Two Very Different Cooling Technologies

At first glance, portable evaporative coolers (often called "swamp coolers") and portable air conditioners look like they solve the same problem: keeping you cool without a fixed installation. But they work on entirely different principles, and choosing the wrong one for your climate or space can leave you just as hot and significantly out of pocket.

How Each Technology Works

Evaporative Coolers

Evaporative coolers draw in warm air and pass it through water-saturated cooling pads. As the water evaporates, it absorbs heat from the air — the same natural process that makes you feel cooler when you step out of a swimming pool on a breezy day. The cooled, now-humid air is blown into your room. There's no refrigerant, no compressor, and no exhaust hose required.

Portable Air Conditioners

Portable ACs use the same refrigerant-based technology as window units and central systems. A compressor circulates refrigerant that absorbs heat from indoor air, and that heat is expelled to the outside via an exhaust hose (which must be vented through a window). The result is genuinely cooled, dehumidified air — regardless of outdoor conditions.

Side-by-Side Comparison

Factor Evaporative Cooler Portable Air Conditioner
Works best in Dry, low-humidity climates Any climate, including humid
Cooling effectiveness Moderate (5–15°C drop possible in dry air) Strong (maintains any set temperature)
Humidity impact Adds moisture to the air Removes moisture from the air
Energy consumption Very low (fan + small pump only) High (compressor-based)
Installation required None — plug and play Exhaust hose must vent outside
Noise level Low (fan noise only) Moderate to high (compressor)
Purchase price $50–$300 $300–$800+
Running cost Very low Significant
Maintenance Refill water tank, clean pads Clean filter, check exhaust hose

The Humidity Factor — The Most Important Consideration

This is the single biggest deciding factor between these two products. Evaporative coolers add humidity to the air. In a dry climate (like the American Southwest, inland Australia, or Mediterranean regions), this is actually beneficial — the air feels more comfortable, and the cooling effect is significant. In a humid climate (like the US Southeast, coastal areas, or tropical regions), adding more moisture to already-humid air makes conditions feel worse, not better. An evaporative cooler will be nearly useless — or even counterproductive — on a hot, humid day.

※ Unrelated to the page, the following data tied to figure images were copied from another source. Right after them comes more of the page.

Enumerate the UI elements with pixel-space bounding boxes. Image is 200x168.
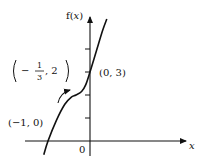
chart: f(x) x 0 (0, 3) (−1, 0) − 1 3 , 2 [0, 0, 200, 168]
point-label-0-3: (0, 3) [99, 67, 126, 78]
inflection-denominator: 3 [37, 73, 42, 82]
point-label-inflection: − 1 3 , 2 [14, 60, 69, 82]
inflection-y: , 2 [45, 65, 58, 76]
inflection-minus: − [21, 65, 29, 76]
point-label-neg1-0: (−1, 0) [8, 117, 43, 128]
function-curve [44, 19, 107, 155]
y-axis-label: f(x) [66, 10, 83, 21]
origin-label: 0 [79, 144, 85, 155]
inflection-numerator: 1 [37, 61, 42, 70]
x-axis-label: x [189, 140, 195, 151]
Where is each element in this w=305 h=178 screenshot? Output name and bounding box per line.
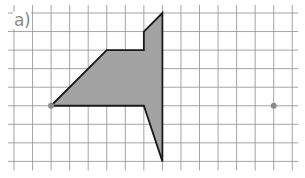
grid-diagram xyxy=(0,0,305,178)
left-point xyxy=(48,103,54,109)
exercise-label: a) xyxy=(13,12,31,29)
right-point xyxy=(271,103,277,109)
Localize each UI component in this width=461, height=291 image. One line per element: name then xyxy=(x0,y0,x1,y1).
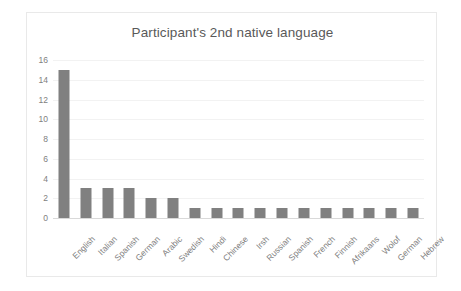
x-label-slot: Swedish xyxy=(188,232,210,288)
bar-slot xyxy=(97,60,119,218)
chart-frame: Participant's 2nd native language 024681… xyxy=(26,12,437,277)
y-tick-label: 14 xyxy=(39,75,48,85)
x-label-slot: Afrikaans xyxy=(363,232,385,288)
bar-slot xyxy=(249,60,271,218)
bar xyxy=(80,188,91,218)
bar-slot xyxy=(402,60,424,218)
chart-title: Participant's 2nd native language xyxy=(27,25,438,40)
bar xyxy=(168,198,179,218)
bar-slot xyxy=(184,60,206,218)
bar-slot xyxy=(162,60,184,218)
y-tick-label: 6 xyxy=(43,154,48,164)
x-label-slot: Spanish xyxy=(297,232,319,288)
bar xyxy=(342,208,353,218)
x-label-slot: German xyxy=(144,232,166,288)
bar-slot xyxy=(293,60,315,218)
y-tick-label: 2 xyxy=(43,193,48,203)
bar-slot xyxy=(337,60,359,218)
bar xyxy=(102,188,113,218)
x-tick-label: English xyxy=(70,234,97,261)
bar xyxy=(277,208,288,218)
y-tick-label: 10 xyxy=(39,114,48,124)
bar xyxy=(408,208,419,218)
x-label-slot: French xyxy=(319,232,341,288)
bar-slot xyxy=(118,60,140,218)
x-label-slot: Hebrew xyxy=(428,232,450,288)
bar xyxy=(124,188,135,218)
bar xyxy=(320,208,331,218)
y-tick-label: 0 xyxy=(43,213,48,223)
gridline xyxy=(53,218,424,219)
bar-slot xyxy=(140,60,162,218)
x-label-slot: English xyxy=(79,232,101,288)
bar-slot xyxy=(206,60,228,218)
x-tick-label: Irsh xyxy=(254,234,271,251)
bar-slot xyxy=(359,60,381,218)
y-tick-label: 16 xyxy=(39,55,48,65)
y-tick-label: 4 xyxy=(43,174,48,184)
bar xyxy=(298,208,309,218)
bar xyxy=(146,198,157,218)
bar xyxy=(364,208,375,218)
x-axis-tick-labels: EnglishItalianSpanishGermanArabicSwedish… xyxy=(79,232,450,288)
bar-slot xyxy=(380,60,402,218)
bar xyxy=(58,70,69,218)
bar xyxy=(211,208,222,218)
plot-area: 0246810121416 xyxy=(53,60,424,218)
bar xyxy=(233,208,244,218)
bar-slot xyxy=(75,60,97,218)
y-tick-label: 8 xyxy=(43,134,48,144)
bar xyxy=(255,208,266,218)
bar-slot xyxy=(53,60,75,218)
bar xyxy=(386,208,397,218)
bar xyxy=(189,208,200,218)
bar-series xyxy=(53,60,424,218)
bar-slot xyxy=(315,60,337,218)
x-label-slot: Chinese xyxy=(232,232,254,288)
bar-slot xyxy=(271,60,293,218)
bar-slot xyxy=(228,60,250,218)
y-tick-label: 12 xyxy=(39,95,48,105)
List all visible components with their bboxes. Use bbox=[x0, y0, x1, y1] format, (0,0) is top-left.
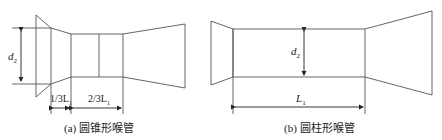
diameter-label-a: d2 bbox=[8, 50, 17, 65]
dim-one-third-label: 1/3L1 bbox=[50, 93, 72, 106]
figure-b-cylindrical-throat bbox=[211, 11, 432, 114]
caption-b: (b) 圆柱形喉管 bbox=[284, 119, 355, 135]
dim-two-thirds-label: 2/3L1 bbox=[88, 93, 110, 106]
length-label-b: L1 bbox=[296, 92, 306, 107]
caption-a: (a) 圆锥形喉管 bbox=[64, 119, 134, 135]
diameter-label-b: d2 bbox=[291, 45, 300, 60]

Portable air conditioners work everywhere because they actively remove humidity as they cool, regardless of outdoor conditions.

When to Choose an Evaporative Cooler

  • You live in a dry, arid climate with low relative humidity
  • Energy costs or environmental impact are a priority
  • You need supplemental cooling on a tight budget
  • You want ultra-portable cooling you can move from room to room with no setup

When to Choose a Portable Air Conditioner

  • You live in a humid climate or experience humid summers
  • You need reliable, powerful cooling regardless of outdoor conditions
  • You can't install a window unit (rental property, unusual window type)
  • You need dehumidification along with cooling

The Bottom Line

If you're in a dry climate, an evaporative cooler offers excellent value — far lower cost to buy and run, quieter operation, and no setup hassle. If you're anywhere with humid summers, a portable air conditioner is the only reliable choice. Don't let the lower price tag of an evaporative cooler tempt you if the climate isn't right — it simply won't do the job when you need it most.